Alexander (Gr. Ἀλέξανδρος) of Athens was a comic poet, the son of Aristion, whose name occurs in an inscription given in Böckh,[1] who refers it to the 145th Olympiad in 200 BC.[2] There seems also to have been a poet of the same name who was a writer of the Middle Comedy, quoted by the Scholiast on Homer,[3] and Aristophanes[4] and Athenaeus.[5][6]

References

edit
  1. ^ Philipp August Böckh, Corpus Inscriptionum Graecarum i. p. 765
  2. ^ Mason, Charles Peter (1867). "Alexander". In William Smith (ed.).
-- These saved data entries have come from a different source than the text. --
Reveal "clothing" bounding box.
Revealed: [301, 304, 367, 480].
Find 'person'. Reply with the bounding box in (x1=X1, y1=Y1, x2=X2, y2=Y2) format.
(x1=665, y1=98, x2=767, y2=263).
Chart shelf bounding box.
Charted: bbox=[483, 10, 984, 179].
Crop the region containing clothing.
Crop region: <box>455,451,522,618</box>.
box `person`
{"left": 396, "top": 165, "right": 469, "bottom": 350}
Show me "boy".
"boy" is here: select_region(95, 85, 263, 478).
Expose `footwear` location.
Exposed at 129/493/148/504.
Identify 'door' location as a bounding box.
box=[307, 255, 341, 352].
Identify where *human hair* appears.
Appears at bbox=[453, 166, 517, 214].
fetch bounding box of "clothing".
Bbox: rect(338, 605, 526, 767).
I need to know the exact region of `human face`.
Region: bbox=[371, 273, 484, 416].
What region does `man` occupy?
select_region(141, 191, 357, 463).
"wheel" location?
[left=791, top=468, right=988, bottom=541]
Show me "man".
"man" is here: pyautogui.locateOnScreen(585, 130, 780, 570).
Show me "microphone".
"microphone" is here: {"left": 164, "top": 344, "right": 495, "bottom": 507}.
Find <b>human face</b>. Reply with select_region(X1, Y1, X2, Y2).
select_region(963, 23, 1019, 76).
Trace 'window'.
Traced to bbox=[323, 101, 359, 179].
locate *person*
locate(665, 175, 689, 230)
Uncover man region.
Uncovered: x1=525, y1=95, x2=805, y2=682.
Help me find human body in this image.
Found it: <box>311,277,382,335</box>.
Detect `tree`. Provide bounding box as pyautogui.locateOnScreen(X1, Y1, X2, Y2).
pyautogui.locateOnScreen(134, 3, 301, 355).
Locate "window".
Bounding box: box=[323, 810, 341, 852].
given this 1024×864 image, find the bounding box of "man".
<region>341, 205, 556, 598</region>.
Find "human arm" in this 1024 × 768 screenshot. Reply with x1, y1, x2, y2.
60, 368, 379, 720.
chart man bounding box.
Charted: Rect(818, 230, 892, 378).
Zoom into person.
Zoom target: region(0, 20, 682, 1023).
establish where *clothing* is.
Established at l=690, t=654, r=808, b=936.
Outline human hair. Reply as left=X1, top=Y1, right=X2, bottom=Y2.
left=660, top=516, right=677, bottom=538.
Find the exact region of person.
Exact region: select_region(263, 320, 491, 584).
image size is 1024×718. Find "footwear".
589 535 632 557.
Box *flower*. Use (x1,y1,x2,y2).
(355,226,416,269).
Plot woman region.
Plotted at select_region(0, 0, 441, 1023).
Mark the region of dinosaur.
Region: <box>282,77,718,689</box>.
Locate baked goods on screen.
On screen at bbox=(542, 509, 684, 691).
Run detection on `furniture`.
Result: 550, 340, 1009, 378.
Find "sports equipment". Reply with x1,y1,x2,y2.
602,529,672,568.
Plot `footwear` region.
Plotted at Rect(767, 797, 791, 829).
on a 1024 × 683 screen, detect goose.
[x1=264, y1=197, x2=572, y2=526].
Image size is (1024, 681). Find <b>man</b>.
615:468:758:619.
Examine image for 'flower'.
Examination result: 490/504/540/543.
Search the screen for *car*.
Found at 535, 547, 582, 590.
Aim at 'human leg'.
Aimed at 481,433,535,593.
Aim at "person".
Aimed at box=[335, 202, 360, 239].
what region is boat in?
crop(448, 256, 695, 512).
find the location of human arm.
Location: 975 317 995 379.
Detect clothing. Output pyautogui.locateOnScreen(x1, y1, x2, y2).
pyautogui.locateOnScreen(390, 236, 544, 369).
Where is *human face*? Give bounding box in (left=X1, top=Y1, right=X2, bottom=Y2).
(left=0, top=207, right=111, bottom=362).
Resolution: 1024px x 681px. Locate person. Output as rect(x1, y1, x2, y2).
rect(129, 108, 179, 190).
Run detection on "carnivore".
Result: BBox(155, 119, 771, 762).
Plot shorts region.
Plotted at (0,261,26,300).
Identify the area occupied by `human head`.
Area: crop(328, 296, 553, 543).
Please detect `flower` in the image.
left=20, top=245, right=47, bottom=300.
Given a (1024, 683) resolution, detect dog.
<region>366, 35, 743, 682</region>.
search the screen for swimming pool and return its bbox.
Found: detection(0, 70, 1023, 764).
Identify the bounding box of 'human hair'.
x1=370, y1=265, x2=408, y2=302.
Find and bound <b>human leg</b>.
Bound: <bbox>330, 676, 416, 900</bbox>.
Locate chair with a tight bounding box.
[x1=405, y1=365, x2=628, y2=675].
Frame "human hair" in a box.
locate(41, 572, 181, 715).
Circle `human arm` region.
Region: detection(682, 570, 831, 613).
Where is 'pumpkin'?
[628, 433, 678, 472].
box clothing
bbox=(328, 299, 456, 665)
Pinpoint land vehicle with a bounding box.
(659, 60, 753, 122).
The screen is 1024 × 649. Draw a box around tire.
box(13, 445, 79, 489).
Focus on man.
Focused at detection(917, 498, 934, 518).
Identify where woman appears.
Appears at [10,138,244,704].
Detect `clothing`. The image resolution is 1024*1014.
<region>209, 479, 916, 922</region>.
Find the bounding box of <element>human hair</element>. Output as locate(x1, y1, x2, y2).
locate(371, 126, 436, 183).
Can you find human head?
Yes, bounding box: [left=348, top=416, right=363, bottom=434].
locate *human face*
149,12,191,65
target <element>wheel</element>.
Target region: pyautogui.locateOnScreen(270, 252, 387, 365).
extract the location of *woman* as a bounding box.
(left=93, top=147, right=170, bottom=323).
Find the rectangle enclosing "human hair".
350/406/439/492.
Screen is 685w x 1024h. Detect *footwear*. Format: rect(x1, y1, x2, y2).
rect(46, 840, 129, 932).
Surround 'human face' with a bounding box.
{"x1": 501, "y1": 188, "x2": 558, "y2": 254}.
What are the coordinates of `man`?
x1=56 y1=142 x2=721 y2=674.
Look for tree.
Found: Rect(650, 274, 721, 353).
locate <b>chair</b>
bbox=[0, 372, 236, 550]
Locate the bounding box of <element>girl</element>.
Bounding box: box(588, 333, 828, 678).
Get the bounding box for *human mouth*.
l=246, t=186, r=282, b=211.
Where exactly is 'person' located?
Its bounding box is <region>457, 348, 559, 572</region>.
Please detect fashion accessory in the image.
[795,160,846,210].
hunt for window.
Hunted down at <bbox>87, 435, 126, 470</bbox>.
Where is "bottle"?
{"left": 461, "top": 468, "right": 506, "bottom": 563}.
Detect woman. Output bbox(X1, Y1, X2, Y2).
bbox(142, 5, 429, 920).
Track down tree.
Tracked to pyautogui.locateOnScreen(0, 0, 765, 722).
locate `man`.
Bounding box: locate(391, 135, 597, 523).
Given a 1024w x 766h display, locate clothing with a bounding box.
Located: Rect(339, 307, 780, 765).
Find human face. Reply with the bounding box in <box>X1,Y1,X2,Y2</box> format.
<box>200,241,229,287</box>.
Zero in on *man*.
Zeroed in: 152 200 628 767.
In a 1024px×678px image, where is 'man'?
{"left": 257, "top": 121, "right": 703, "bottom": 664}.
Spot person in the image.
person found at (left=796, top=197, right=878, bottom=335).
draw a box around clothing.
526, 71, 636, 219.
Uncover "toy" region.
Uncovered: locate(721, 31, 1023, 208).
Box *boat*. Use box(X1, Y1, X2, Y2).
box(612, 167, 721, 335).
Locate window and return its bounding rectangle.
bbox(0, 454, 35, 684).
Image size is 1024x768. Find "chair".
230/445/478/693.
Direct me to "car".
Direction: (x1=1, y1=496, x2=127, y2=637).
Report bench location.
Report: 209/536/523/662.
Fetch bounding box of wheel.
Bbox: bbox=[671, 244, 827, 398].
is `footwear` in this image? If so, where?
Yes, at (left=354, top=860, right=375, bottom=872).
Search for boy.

Dictionary of Greek and Roman Biography and Mythology. Vol. 1. Boston: Little, Brown and Company. p. 114. Archived from the original on 2011-06-06.
  3. ^ Scholiast on Homer, Iliad ix. 216
  4. ^ Scholiast on Aristophanes, Ran. 864
  5. ^ Scholiast on Athenaeus, iv. p. 170, e. x. p. 496, c.
  6. ^ Augustus Meineke, Graecorum comicorum fragmenta vol. i. p. 487

  This article incorporates text from a publication now in the public domainSmith, William, ed. (1870). "Alexander". Dictionary of Greek and Roman Biography and Mythology. p. 114.